I was looking at the list of poker players in the Poker Hall of Fame and noticed that Sid Wyman was one of the first names on the list. Wasn't he also a part of the Jewish mafia and had points in some of the mobbed-up Strip casinos in those days? How'd he wind up in the Poker Hall of Fame?
Yes, Sidney Wyman was both a poker player and hotel-casino owner of joints with Mob connections.
According to Wikipedia, Sid Wyman was born in 1910 and according to Card Player magazine in its "Men of Action" series from a few years ago, Wyman "was one of the largest bookmakers in St. Louis before moving to Vegas and becoming one of the greatest characters the town has ever known."
Wyman "had a head like a baked ham and when he laughed, all 260 pounds of him shook," the Card Player's Bob Pajich quoted Pulitzer-prize winning sportswriter Jim Murray from a 1963 profile.
Apparently, Wyman ran an illicit sports book and casino behind a front company in St. Louis that bronzed baby shoes. When the Gold Bronzing Company was busted by police in 1950 as part of a nationwide crackdown on gambling, Wyman was identified as "a current kingpin of the gambling fraternity" and made an appearance in front of the United States Senate Special Committee to Investigate Crime in Interstate Commerce convened by Senator Estes Kefauver. Pajich writes, "His attorney sitting next to him was none other than Morris Shenker, future Dune’s business partner and representative of the Teamsters’ Jimmy Hoffa and other shady characters. Thanks to his cooperation and his connections, the charges died on the vine and Wyman never even faced a jury."

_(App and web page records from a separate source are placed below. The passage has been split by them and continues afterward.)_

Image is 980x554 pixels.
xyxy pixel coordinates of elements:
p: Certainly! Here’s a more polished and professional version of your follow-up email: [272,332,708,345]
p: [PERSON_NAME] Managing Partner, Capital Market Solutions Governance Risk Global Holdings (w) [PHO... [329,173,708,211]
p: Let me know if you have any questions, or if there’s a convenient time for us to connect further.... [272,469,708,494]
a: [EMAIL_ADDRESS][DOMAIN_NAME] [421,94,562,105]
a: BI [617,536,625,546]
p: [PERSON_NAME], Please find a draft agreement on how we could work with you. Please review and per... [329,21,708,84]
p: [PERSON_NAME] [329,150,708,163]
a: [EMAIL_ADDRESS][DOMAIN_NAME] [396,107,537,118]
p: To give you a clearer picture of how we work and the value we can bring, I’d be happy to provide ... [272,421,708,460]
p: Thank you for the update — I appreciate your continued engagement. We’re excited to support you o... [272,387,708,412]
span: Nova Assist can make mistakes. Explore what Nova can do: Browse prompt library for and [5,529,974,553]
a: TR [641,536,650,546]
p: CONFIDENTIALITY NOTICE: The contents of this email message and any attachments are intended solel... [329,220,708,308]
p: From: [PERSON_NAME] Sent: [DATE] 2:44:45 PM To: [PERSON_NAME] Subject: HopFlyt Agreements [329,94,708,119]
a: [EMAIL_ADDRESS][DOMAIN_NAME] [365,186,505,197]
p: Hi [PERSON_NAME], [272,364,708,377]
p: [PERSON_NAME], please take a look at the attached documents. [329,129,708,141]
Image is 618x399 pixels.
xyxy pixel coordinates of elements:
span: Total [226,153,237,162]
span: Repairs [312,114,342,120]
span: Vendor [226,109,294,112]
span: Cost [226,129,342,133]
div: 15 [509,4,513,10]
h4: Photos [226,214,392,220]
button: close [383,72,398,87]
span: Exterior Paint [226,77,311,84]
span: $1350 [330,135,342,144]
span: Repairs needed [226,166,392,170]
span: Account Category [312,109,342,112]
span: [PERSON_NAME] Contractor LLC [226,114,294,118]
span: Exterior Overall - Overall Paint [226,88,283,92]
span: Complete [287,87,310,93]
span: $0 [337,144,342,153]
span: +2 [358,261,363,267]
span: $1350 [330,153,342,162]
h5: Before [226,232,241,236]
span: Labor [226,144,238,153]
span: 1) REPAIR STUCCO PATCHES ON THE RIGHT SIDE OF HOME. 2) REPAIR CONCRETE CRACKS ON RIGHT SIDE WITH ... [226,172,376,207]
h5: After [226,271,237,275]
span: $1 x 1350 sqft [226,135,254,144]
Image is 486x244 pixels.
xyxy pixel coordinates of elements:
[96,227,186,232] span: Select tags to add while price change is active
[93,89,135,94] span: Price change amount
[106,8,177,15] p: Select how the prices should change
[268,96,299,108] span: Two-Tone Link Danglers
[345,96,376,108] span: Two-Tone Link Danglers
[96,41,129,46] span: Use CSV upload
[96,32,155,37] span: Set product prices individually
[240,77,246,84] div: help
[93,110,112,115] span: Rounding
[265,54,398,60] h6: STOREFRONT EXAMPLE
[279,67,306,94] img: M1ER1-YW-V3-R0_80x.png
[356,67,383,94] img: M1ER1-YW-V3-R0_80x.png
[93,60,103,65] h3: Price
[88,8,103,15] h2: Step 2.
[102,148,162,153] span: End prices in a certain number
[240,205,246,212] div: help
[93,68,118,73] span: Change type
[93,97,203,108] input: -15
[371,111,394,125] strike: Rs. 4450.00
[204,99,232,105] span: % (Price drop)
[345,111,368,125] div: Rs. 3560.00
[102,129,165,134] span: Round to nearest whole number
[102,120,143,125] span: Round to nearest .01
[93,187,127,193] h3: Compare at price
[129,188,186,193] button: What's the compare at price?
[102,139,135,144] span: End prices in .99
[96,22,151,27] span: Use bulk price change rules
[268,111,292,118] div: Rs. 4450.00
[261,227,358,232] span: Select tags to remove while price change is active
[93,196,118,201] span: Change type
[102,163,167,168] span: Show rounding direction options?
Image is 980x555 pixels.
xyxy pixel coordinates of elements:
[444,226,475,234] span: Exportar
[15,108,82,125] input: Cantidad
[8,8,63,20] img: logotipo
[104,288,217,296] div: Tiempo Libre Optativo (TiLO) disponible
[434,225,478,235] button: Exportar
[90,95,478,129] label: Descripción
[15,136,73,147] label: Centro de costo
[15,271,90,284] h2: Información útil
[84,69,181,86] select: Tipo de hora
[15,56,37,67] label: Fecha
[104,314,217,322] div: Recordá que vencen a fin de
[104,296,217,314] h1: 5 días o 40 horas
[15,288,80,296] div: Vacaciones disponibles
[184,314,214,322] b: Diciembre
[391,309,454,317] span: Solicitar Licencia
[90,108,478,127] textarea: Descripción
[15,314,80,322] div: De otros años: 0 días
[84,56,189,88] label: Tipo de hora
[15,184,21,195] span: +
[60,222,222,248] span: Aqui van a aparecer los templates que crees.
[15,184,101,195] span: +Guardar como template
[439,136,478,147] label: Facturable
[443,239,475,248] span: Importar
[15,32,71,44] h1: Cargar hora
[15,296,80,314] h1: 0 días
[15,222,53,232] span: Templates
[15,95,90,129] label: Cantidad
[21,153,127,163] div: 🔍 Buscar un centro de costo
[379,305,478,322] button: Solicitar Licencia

In the meantime, he'd been shuttling back and forth between St. Louis and Las Vegas. His St. Louis gambling business had earned him so much money that when Wyman finally moved for good to Las Vegas in 1950, he had the wherewithal to invest in the Flamingo, the Sands (which opened in 1952), then the Riviera, Royal Nevada and Dunes (all of which opened in 1955). Pajich: "Five years from being arrested and he was a casino boss. Legit and loved."
Our old friend Barney Vinson, author of our books Casino Secrets and The Vegas Kid (a bargain at $5 each), plus Ask Barney!, Chipwrecked in Las Vegas, The Big Spin, and others, worked at the Dunes as a dice dealer and supervisor when it was still owned and operated by Wyman and here's what he has to say about him.
“At the Dunes, we had little owners and big owners. Some had only a few percentage points in the joint; they were little owners. When you passed them in the hall, you gave them a nod. Others had more percentage points; they were big owners. When you passed them in the hall, you gave them a smile. Sid Wyman had more percentage points than all the rest of them put together; he was the big big owner. When you passed him in the hall, you gave him one of your children.